The drowning girl's fingers
Search for the entrance stone, and more.
Lifting the hem of her azure dress,
She gazes --
at Kafka on the shore”
Haruki Murakami, Kafka on the Shore
“Nakata let his body relax, switched off his mind, allowing things to flow through him. This was natural for him, something he'd done ever since he was a child, without a second thought. Before long the borders of his consciousness fluttered around, just like the butterflies. Beyond these borders lay a dark abyss. Occasionally his consciousness would fly over the border and hover over that dizzying black crevasse. But Nakata wasn't afraid of the darkness or how deep it was. And why should he be? That bottomless world of darkness, that weighty silence and chaos, was an old friend, a part of him already. Nakata understood this well. In that world there was no writing, no days of the week, no scary Governor, no opera, no BMWs. No scissors, no tall hats. On the other hand, there was also no delicious eel, no tasty bean-jam buns. Everything is there, but there are no parts. Since there are no parts, there's no need to replace one thing with another.
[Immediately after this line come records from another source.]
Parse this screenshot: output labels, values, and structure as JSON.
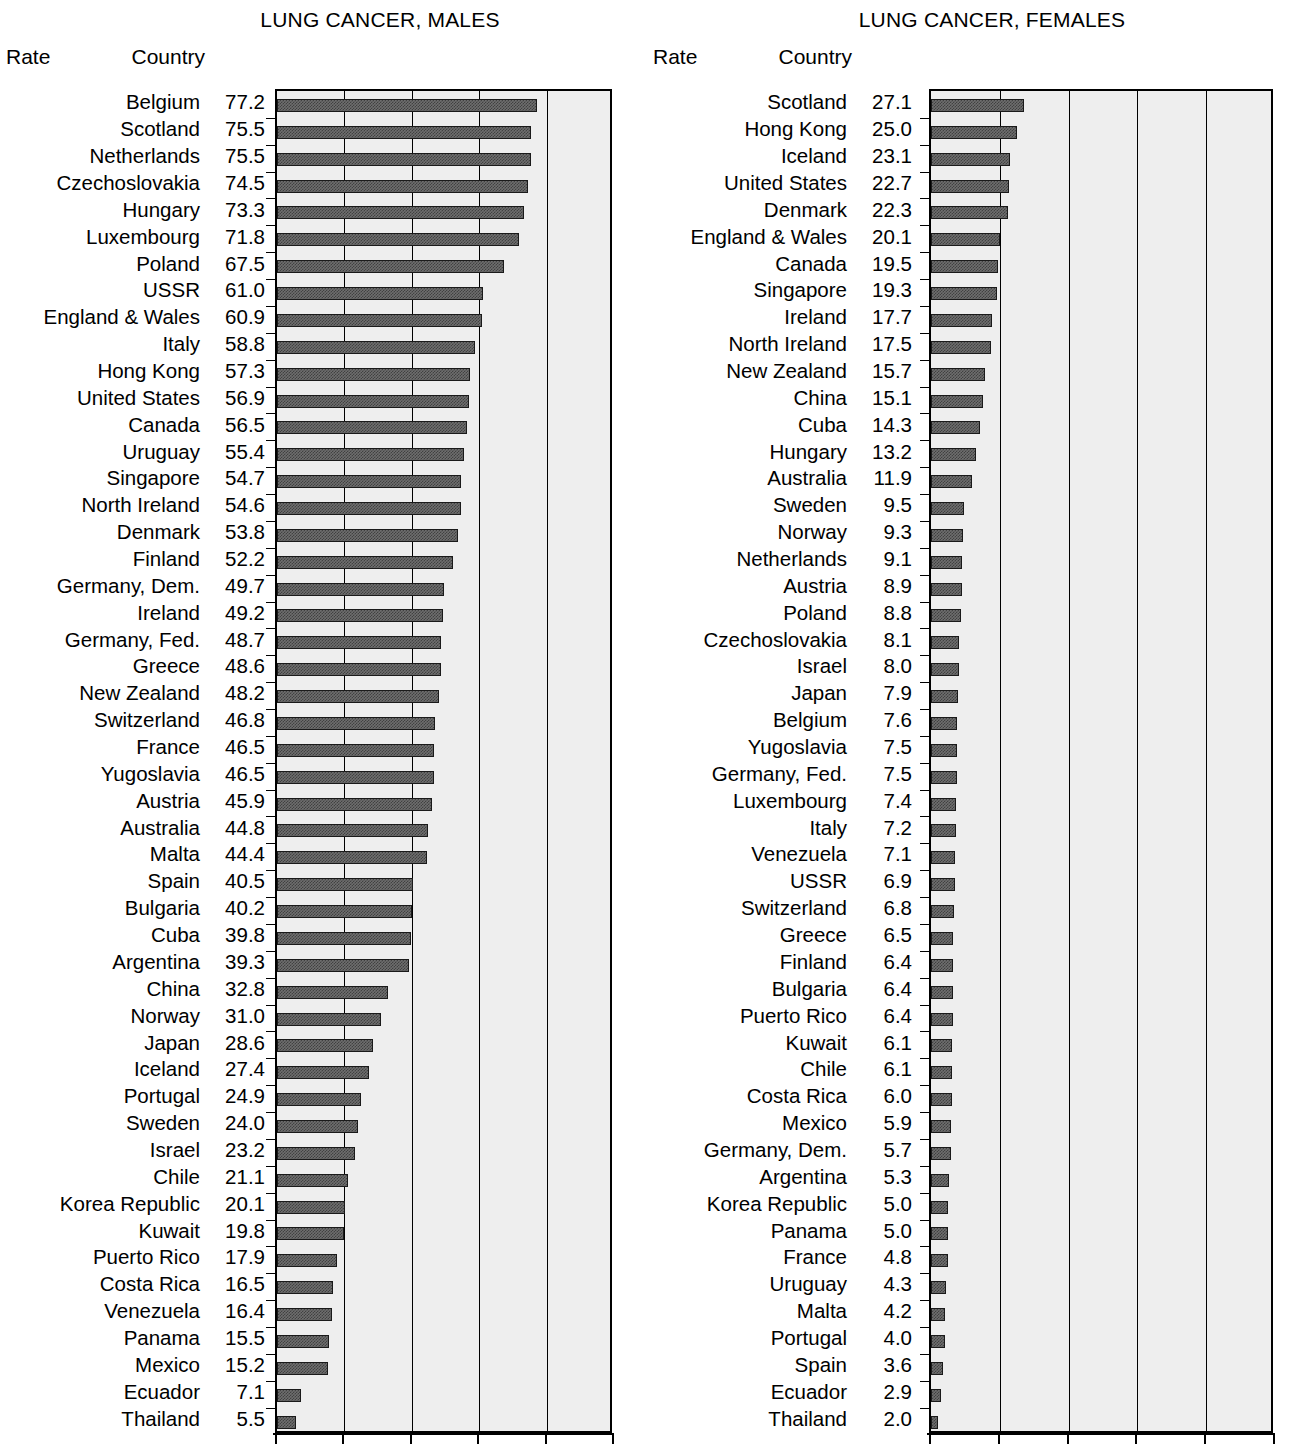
{
  "chart_data": [
    {
      "type": "bar",
      "orientation": "horizontal",
      "title": "LUNG CANCER, MALES",
      "xlabel": "",
      "ylabel": "",
      "column_headers": [
        "Country",
        "Rate"
      ],
      "xlim": [
        0,
        100
      ],
      "xticks": [
        0,
        20,
        40,
        60,
        80,
        100
      ],
      "xtick_labels": [
        "0",
        "20",
        "40",
        "60",
        "80",
        "100"
      ],
      "grid": true,
      "legend": null,
      "categories": [
        "Belgium",
        "Scotland",
        "Netherlands",
        "Czechoslovakia",
        "Hungary",
        "Luxembourg",
        "Poland",
        "USSR",
        "England & Wales",
        "Italy",
        "Hong Kong",
        "United States",
        "Canada",
        "Uruguay",
        "Singapore",
        "North Ireland",
        "Denmark",
        "Finland",
        "Germany, Dem.",
        "Ireland",
        "Germany, Fed.",
        "Greece",
        "New Zealand",
        "Switzerland",
        "France",
        "Yugoslavia",
        "Austria",
        "Australia",
        "Malta",
        "Spain",
        "Bulgaria",
        "Cuba",
        "Argentina",
        "China",
        "Norway",
        "Japan",
        "Iceland",
        "Portugal",
        "Sweden",
        "Israel",
        "Chile",
        "Korea Republic",
        "Kuwait",
        "Puerto Rico",
        "Costa Rica",
        "Venezuela",
        "Panama",
        "Mexico",
        "Ecuador",
        "Thailand"
      ],
      "values": [
        77.2,
        75.5,
        75.5,
        74.5,
        73.3,
        71.8,
        67.5,
        61.0,
        60.9,
        58.8,
        57.3,
        56.9,
        56.5,
        55.4,
        54.7,
        54.6,
        53.8,
        52.2,
        49.7,
        49.2,
        48.7,
        48.6,
        48.2,
        46.8,
        46.5,
        46.5,
        45.9,
        44.8,
        44.4,
        40.5,
        40.2,
        39.8,
        39.3,
        32.8,
        31.0,
        28.6,
        27.4,
        24.9,
        24.0,
        23.2,
        21.1,
        20.1,
        19.8,
        17.9,
        16.5,
        16.4,
        15.5,
        15.2,
        7.1,
        5.5
      ],
      "value_labels": [
        "77.2",
        "75.5",
        "75.5",
        "74.5",
        "73.3",
        "71.8",
        "67.5",
        "61.0",
        "60.9",
        "58.8",
        "57.3",
        "56.9",
        "56.5",
        "55.4",
        "54.7",
        "54.6",
        "53.8",
        "52.2",
        "49.7",
        "49.2",
        "48.7",
        "48.6",
        "48.2",
        "46.8",
        "46.5",
        "46.5",
        "45.9",
        "44.8",
        "44.4",
        "40.5",
        "40.2",
        "39.8",
        "39.3",
        "32.8",
        "31.0",
        "28.6",
        "27.4",
        "24.9",
        "24.0",
        "23.2",
        "21.1",
        "20.1",
        "19.8",
        "17.9",
        "16.5",
        "16.4",
        "15.5",
        "15.2",
        "7.1",
        "5.5"
      ]
    },
    {
      "type": "bar",
      "orientation": "horizontal",
      "title": "LUNG CANCER, FEMALES",
      "xlabel": "",
      "ylabel": "",
      "column_headers": [
        "Country",
        "Rate"
      ],
      "xlim": [
        0,
        100
      ],
      "xticks": [
        0,
        20,
        40,
        60,
        80,
        100
      ],
      "xtick_labels": [
        "0",
        "20",
        "40",
        "60",
        "80",
        "100"
      ],
      "grid": true,
      "legend": null,
      "categories": [
        "Scotland",
        "Hong Kong",
        "Iceland",
        "United States",
        "Denmark",
        "England & Wales",
        "Canada",
        "Singapore",
        "Ireland",
        "North Ireland",
        "New Zealand",
        "China",
        "Cuba",
        "Hungary",
        "Australia",
        "Sweden",
        "Norway",
        "Netherlands",
        "Austria",
        "Poland",
        "Czechoslovakia",
        "Israel",
        "Japan",
        "Belgium",
        "Yugoslavia",
        "Germany, Fed.",
        "Luxembourg",
        "Italy",
        "Venezuela",
        "USSR",
        "Switzerland",
        "Greece",
        "Finland",
        "Bulgaria",
        "Puerto Rico",
        "Kuwait",
        "Chile",
        "Costa Rica",
        "Mexico",
        "Germany, Dem.",
        "Argentina",
        "Korea Republic",
        "Panama",
        "France",
        "Uruguay",
        "Malta",
        "Portugal",
        "Spain",
        "Ecuador",
        "Thailand"
      ],
      "values": [
        27.1,
        25.0,
        23.1,
        22.7,
        22.3,
        20.1,
        19.5,
        19.3,
        17.7,
        17.5,
        15.7,
        15.1,
        14.3,
        13.2,
        11.9,
        9.5,
        9.3,
        9.1,
        8.9,
        8.8,
        8.1,
        8.0,
        7.9,
        7.6,
        7.5,
        7.5,
        7.4,
        7.2,
        7.1,
        6.9,
        6.8,
        6.5,
        6.4,
        6.4,
        6.4,
        6.1,
        6.1,
        6.0,
        5.9,
        5.7,
        5.3,
        5.0,
        5.0,
        4.8,
        4.3,
        4.2,
        4.0,
        3.6,
        2.9,
        2.0
      ],
      "value_labels": [
        "27.1",
        "25.0",
        "23.1",
        "22.7",
        "22.3",
        "20.1",
        "19.5",
        "19.3",
        "17.7",
        "17.5",
        "15.7",
        "15.1",
        "14.3",
        "13.2",
        "11.9",
        "9.5",
        "9.3",
        "9.1",
        "8.9",
        "8.8",
        "8.1",
        "8.0",
        "7.9",
        "7.6",
        "7.5",
        "7.5",
        "7.4",
        "7.2",
        "7.1",
        "6.9",
        "6.8",
        "6.5",
        "6.4",
        "6.4",
        "6.4",
        "6.1",
        "6.1",
        "6.0",
        "5.9",
        "5.7",
        "5.3",
        "5.0",
        "5.0",
        "4.8",
        "4.3",
        "4.2",
        "4.0",
        "3.6",
        "2.9",
        "2.0"
      ]
    }
  ],
  "colors": {
    "bar_fill": "#6e6e6e",
    "bar_stroke": "#1a1a1a",
    "plot_background": "#eeeeee",
    "axis": "#000000",
    "text": "#000000",
    "page_background": "#ffffff"
  }
}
No need to remove anything, or add anything. You don't have to think about difficult things, just let yourself soak it all in. For Nakata, nothing could be better.”
Haruki Murakami, Kafka on the Shore
“But intolerant,narrow minds with no imagination are like parasites that transform the host,change form,and continue to thrive. They're a lost cause, and I don't want anyone like that coming in here.”